Ivy provides a tool, lc, that detects conflicting application updates to files; these may arise from concurrent writes to the same file by applications that are in different partitions or which do not perform appropriate locking. lc scans an Ivy file system's log for records with concurrent version vectors that affect the same file or directory entry. lc determines the point in the logs at which the partition must have occurred, and determines which participants were in which partition. lc then uses Ivy views to construct multiple historic views of the file system: one as of the time of partition, and one for each partition just before the partition healed. For example,
% ./lc -v /ivy/BXz4+udjsQm4tX63UR9w71SNP0c before: +WzW8s7fTEt6pehaB7isSfhkc68 partition1: l3qLDU5icVMRrbLvhxuJ1WkNvWs partition2: JyCKgcsAjZ4uttbbtIX9or+qEXE % cat /ivy/+WzW8s7fTEt6pehaB7isSfhkc68/file1 original content of file1 % cat /ivy/l3qLDU5icVMRrbLvhxuJ1WkNvWs/file1 original content of file1, changed append on first partition % cat /ivy/JyCKgcsAjZ4uttbbtIX9or+qEXE/file1 original content of file1 append on second partition
In simple cases, a user could simply examine the versions of the file and merge them by hand in a text editor. Application-specific resolvers such as those used by Coda [14,16] could be used for more complex cases.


* **What is being asked**
Going line by line through the records below, count those containing the word "title", then give only the count.

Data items
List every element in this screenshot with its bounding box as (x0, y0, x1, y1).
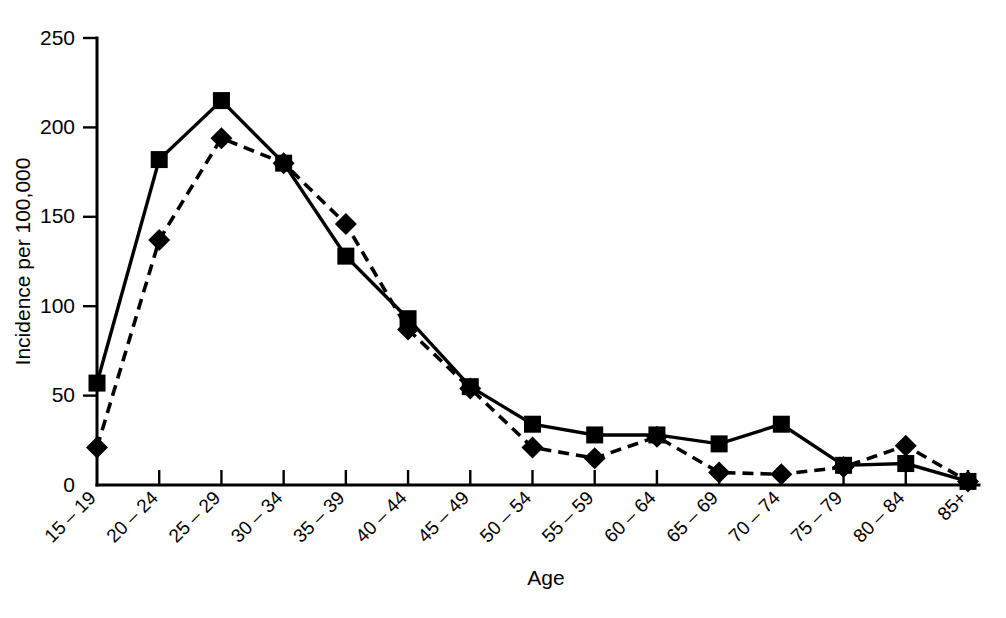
x-tick-label: 35 – 39 (289, 487, 349, 547)
y-axis-tick-labels: 050100150200250 (40, 26, 75, 496)
x-tick-label: 80 – 84 (849, 487, 909, 547)
data-point-diamond (584, 447, 606, 469)
dashed-diamond-series-markers (86, 127, 979, 492)
y-tick-label: 50 (52, 383, 75, 406)
x-tick-label: 30 – 34 (227, 487, 287, 547)
data-point-square (773, 416, 790, 433)
data-point-square (897, 455, 914, 472)
x-tick-label: 65 – 69 (662, 487, 722, 547)
incidence-by-age-line-chart: 050100150200250 15 – 1920 – 2425 – 2930 … (0, 0, 1006, 618)
data-point-square (462, 378, 479, 395)
data-point-diamond (708, 461, 730, 483)
x-tick-label: 45 – 49 (413, 487, 473, 547)
data-point-square (151, 151, 168, 168)
data-point-diamond (210, 127, 232, 149)
y-axis-title: Incidence per 100,000 (11, 158, 34, 366)
x-tick-label: 15 – 19 (40, 487, 100, 547)
data-point-diamond (335, 213, 357, 235)
data-point-square (524, 416, 541, 433)
data-point-square (337, 248, 354, 265)
y-tick-label: 100 (40, 294, 75, 317)
data-point-square (648, 426, 665, 443)
x-tick-label: 50 – 54 (476, 487, 536, 547)
data-point-square (711, 435, 728, 452)
y-tick-label: 250 (40, 26, 75, 49)
x-tick-label: 55 – 59 (538, 487, 598, 547)
data-point-square (959, 473, 976, 490)
x-tick-label: 75 – 79 (787, 487, 847, 547)
data-point-square (275, 155, 292, 172)
data-point-square (89, 375, 106, 392)
x-axis-title: Age (527, 566, 564, 589)
y-axis-ticks (83, 38, 97, 396)
data-point-square (586, 426, 603, 443)
x-axis-tick-labels: 15 – 1920 – 2425 – 2930 – 3435 – 3940 – … (40, 487, 971, 547)
x-tick-label: 60 – 64 (600, 487, 660, 547)
data-point-diamond (770, 463, 792, 485)
x-tick-label: 20 – 24 (102, 487, 162, 547)
x-tick-label: 85+ (933, 487, 971, 525)
y-tick-label: 200 (40, 115, 75, 138)
data-point-diamond (521, 436, 543, 458)
data-point-diamond (86, 436, 108, 458)
data-point-square (400, 310, 417, 327)
y-tick-label: 150 (40, 204, 75, 227)
data-point-square (213, 92, 230, 109)
x-tick-label: 70 – 74 (724, 487, 784, 547)
solid-square-series-markers (89, 92, 977, 490)
figure-caption (0, 602, 1006, 618)
data-point-diamond (895, 435, 917, 457)
y-tick-label: 0 (63, 473, 75, 496)
data-point-diamond (148, 229, 170, 251)
x-tick-label: 25 – 29 (165, 487, 225, 547)
x-tick-label: 40 – 44 (351, 487, 411, 547)
data-point-square (835, 457, 852, 474)
figure-container: 050100150200250 15 – 1920 – 2425 – 2930 … (0, 0, 1006, 618)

* **The completed task**
2